Sinn Féin in Government

What would the first 100 days of a Sinn Féin in government look like?

“What I want from day one is that we enter government with a coherent plan for accelerating housing on every level, in terms of procurement, planning, serviced land. There is a lot of work in that. But in the first 100 days, you would see the new approach of a Sinn Féin government to do with two things; The availability of housing, but also the affordability. Those are the two pillars.

“I think you would see differences in how you do government. I think we need to rebuild the whole idea of not just investing in communities but development from the ground up. All of that has been decimated by Fine Gael in particular over the last decade and more.

“The approach to how you do government really, really matters. It is really important that you are investing in capacity it is the smartest money you will ever spend.

“I don’t think anybody expects a Sinn Féin government of change to do everything. People are realistic. I am realistic. I have made it clear that we are going to build houses. We are going to make preparations for reunification. We will deal with everything else as well.”

United Ireland

We asked about the growing media debate and polls on a United Ireland. Mary Lou believes that, “It is significant that so many publications, commentators, analysts but also stakeholders right across Ireland are now actively taking an interest in this debate and not quietly, saying very loudly that this is a conversation that needs to happen.

“I think that’s a very healthy thing. It’s a very interesting thing. It is a real shame that is not being matched by government attention to this. The government’s Shared Island Unit is not the kind of platform we need to give that conversation a home. 

“One of the things that strikes me is that there has been a change, and there needs to be a further evolution in how we talk about reunification, how we talk about a new Ireland, not in the language of threat or loss, but through the prism of opportunity. I think that’s how we all need to come at this and say to put it crudely what’s in it for me, but also what’s in it for us?

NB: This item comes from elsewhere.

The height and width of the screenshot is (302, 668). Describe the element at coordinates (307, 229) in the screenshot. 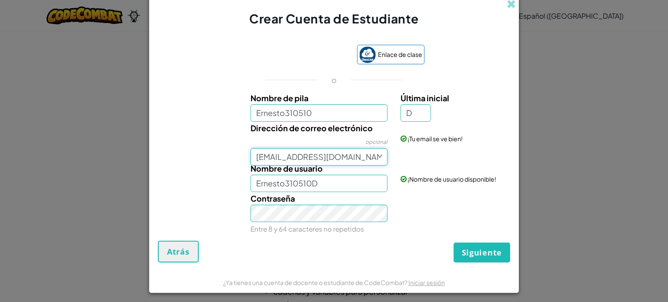

I see `font: Entre 8 y 64 caracteres no repetidos` at that location.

“That might sound like a crude political thing. That’s usually used as a pejorative thing. I actually think this is a really healthy way to come at this debate, to see all of the obvious wins. Energy independence across the island, a net exporter of clean energy, investment opportunities island wide. Research and Development islandwide. Creating scale for ourselves. Creating new capacity for ourselves. Getting health right. Imagining having the opportunity to actually get our health service right across the island.

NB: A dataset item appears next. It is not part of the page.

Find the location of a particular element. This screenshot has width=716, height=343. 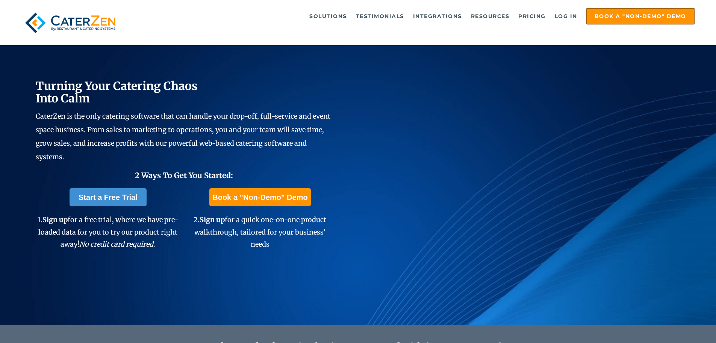

a: Testimonials is located at coordinates (380, 16).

“The conversation has been interesting. Some of the voices coming from unionism have just been so interesting, and some of them very challenging which is great. We need to be challenged. Nobody should be complacent about this. Nobody has it all figured out. That’s the great beauty of this.

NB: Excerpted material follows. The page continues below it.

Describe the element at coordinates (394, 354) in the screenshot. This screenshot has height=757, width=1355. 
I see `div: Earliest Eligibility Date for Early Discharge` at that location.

“I notice there is a lot of conversation around symbols and flags. The Irish Times love that conversation, which is fine. It is a conversation that needs to be had. For me, the tricolour is utterly inclusive as our national flag.

“I know talking to people that’s not their first and most immediate concern. Most people that I talk to about Irish unity want to talk about health.”

Focusing on the Sinn Féin People’s Assemblies, Mary Lou said that, “They have had great success in bringing in speakers from different perspectives that are beyond the republican base. I think it’s important that we build on that. I think that initiatives like Ireland’s future, and our own commissions, all of these things run in parallel, and they are all good conversations.”

“All of this is great work, but to reiterate, ultimately the government here needs to put the conversation on a formal footing.”